Hey @nilserik! Great question.
Indeed, qml.expval(op=m0) averages over computational basis measurements (pauli Z basis), but in the 0/1 notation, not ±1 notation. You can see this with finite shots and sample:
device = qml.device('default.qubit', wires=1, shots=100)
@qml.qnode(device)
def circuit_measure():
qml.Hadamard(0)
measurement = qml.measure(wires=0)
return qml.expval(op=measurement), qml.sample(measurement)
result_measurement = circuit_measure()
print(result_measurement)
(tensor(0.39, requires_grad=True), tensor([0, 1, 0, 1, 0, 1, 0, 0, 1, 0, 0, 0, 1, 0, 1, 0, 1, 0, 1, 0, 0, 0,
0, 0, 0, 1, 0, 0, 1, 1, 0, 1, 0, 1, 1, 1, 0, 0, 0, 0, 1, 1, 0, 0,
1, 0, 0, 0, 0, 1, 1, 0, 0, 1, 1, 1, 0, 1, 0, 0, 0, 1, 0, 0, 1, 0,
0, 0, 0, 0, 1, 1, 0, 0, 0, 0, 1, 0, 1, 0, 0, 0, 1, 1, 1, 1, 1, 0,
1, 0, 0, 0, 0, 0, 0, 1, 0, 1, 0, 1], requires_grad=True))
So, to answer your question, qml.expval(qml.Z(0)) and qml.expval(op=measurement) here are the exact same thing… up to a linear transformation of multiplying by 2 and substracting one
.
This could definitely be clearer in the documentation for qml.measure. I’ll make sure to make this obvious!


YOUR TASK - In the records below, the line with "is (648, 1433)." and every line after it must be written out exactly; no pictures belong in the result.

────────────────

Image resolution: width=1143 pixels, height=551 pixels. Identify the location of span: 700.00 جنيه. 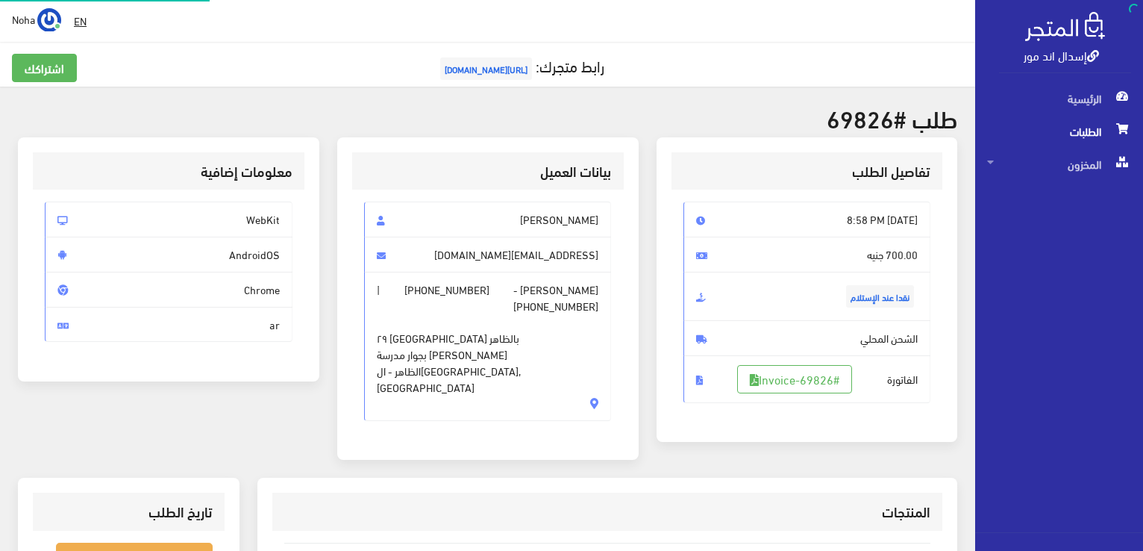
(807, 254).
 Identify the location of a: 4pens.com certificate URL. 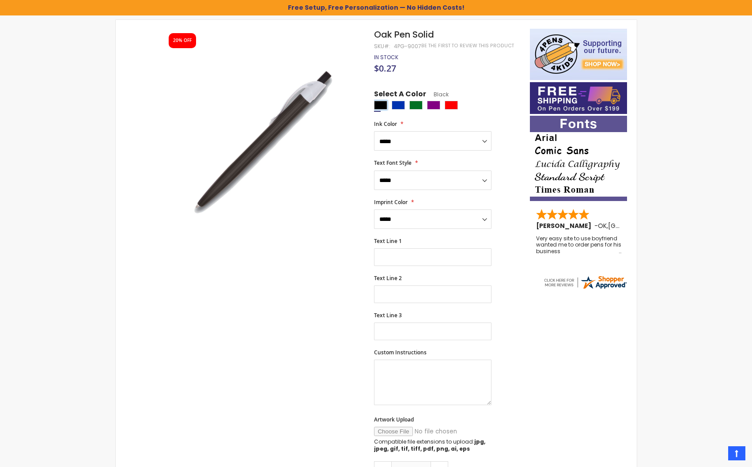
(585, 288).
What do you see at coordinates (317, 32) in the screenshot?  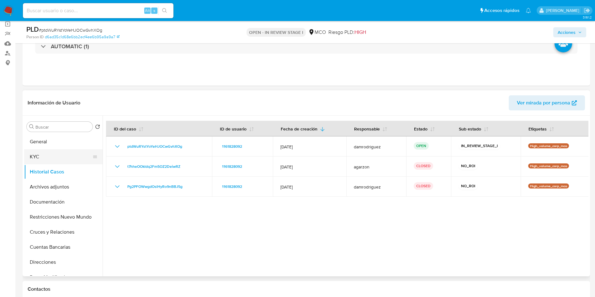 I see `div: MCO` at bounding box center [317, 32].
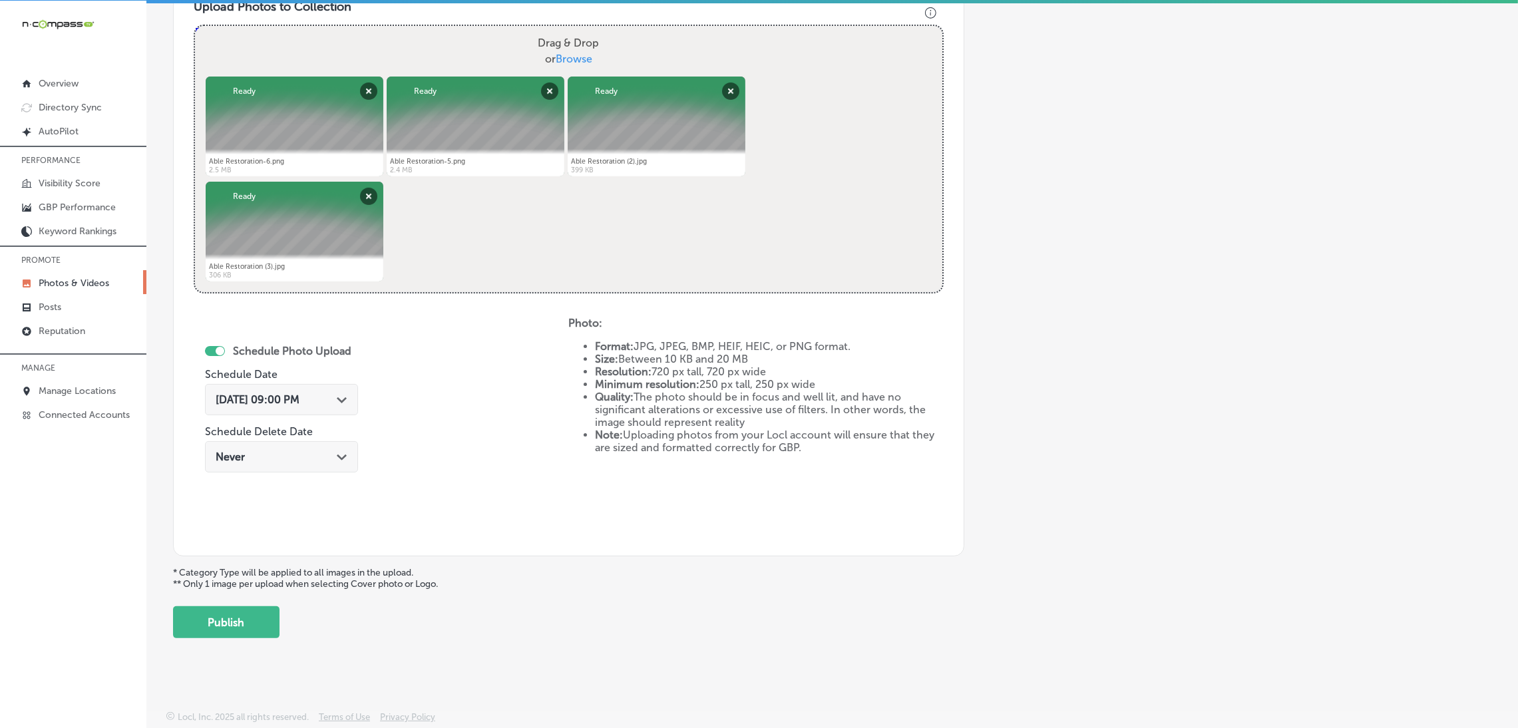  What do you see at coordinates (769, 441) in the screenshot?
I see `li: Uploading photos from your Locl account will ensure that they are sized and formatted correctly f...` at bounding box center [769, 441].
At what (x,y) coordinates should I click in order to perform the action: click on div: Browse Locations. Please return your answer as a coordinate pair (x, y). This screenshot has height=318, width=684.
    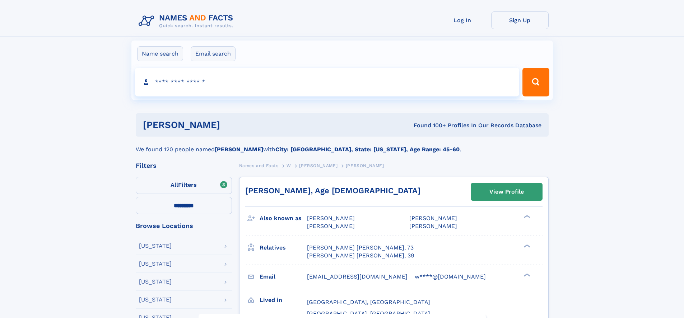
    Looking at the image, I should click on (184, 226).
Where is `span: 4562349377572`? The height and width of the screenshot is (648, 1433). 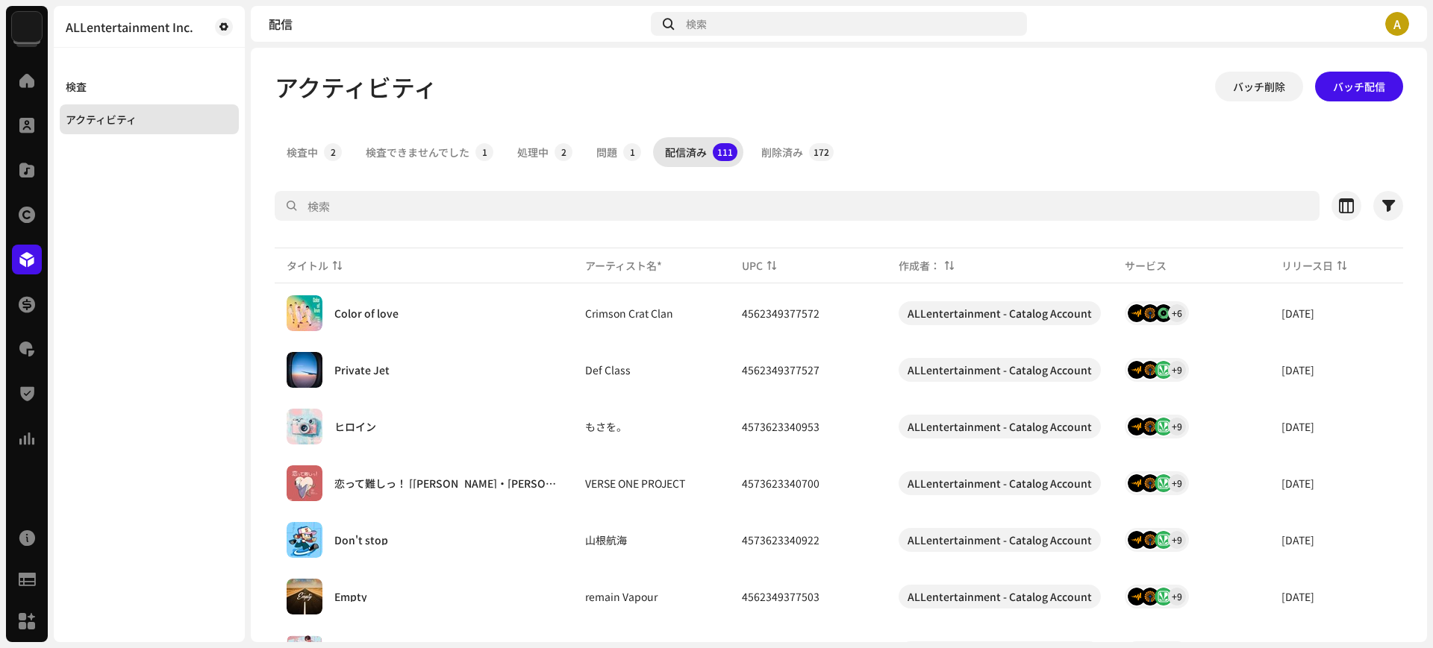
span: 4562349377572 is located at coordinates (780, 313).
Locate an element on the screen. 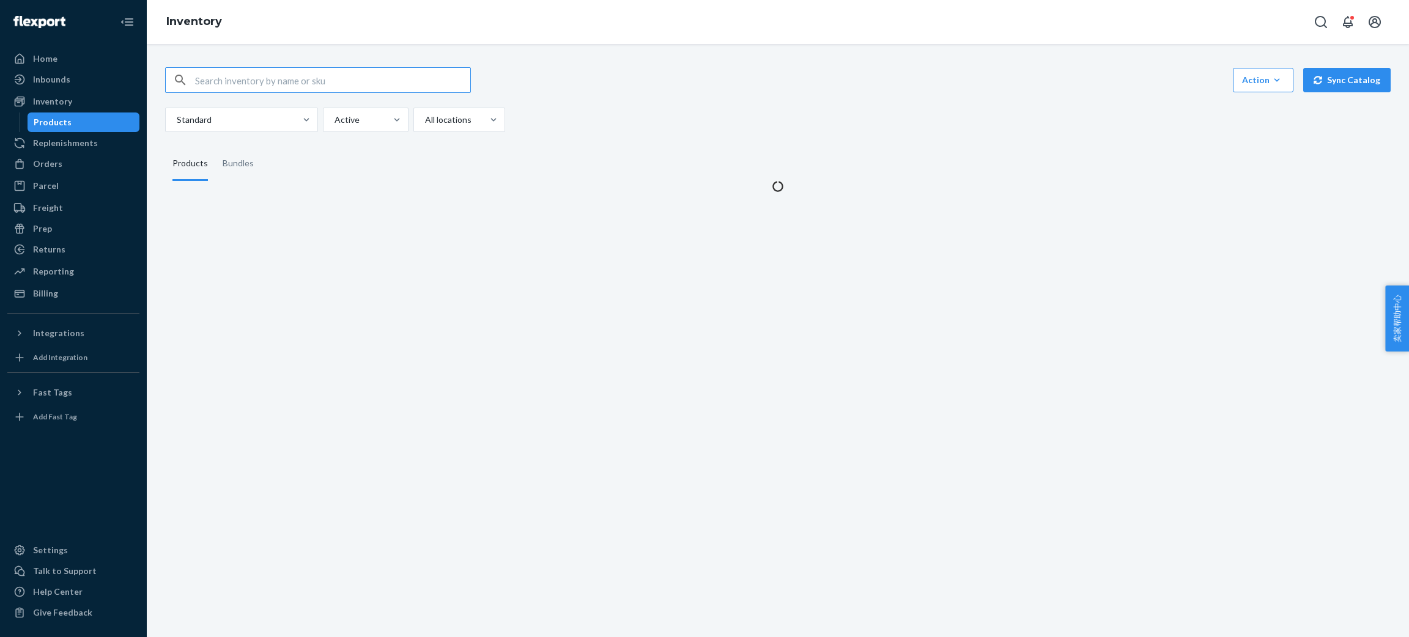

────────────────

RESULT OF THIS EXERCISE -
Where is `span: 4562349377572`? The height and width of the screenshot is (648, 1433). 
span: 4562349377572 is located at coordinates (780, 313).
Locate an element on the screen. 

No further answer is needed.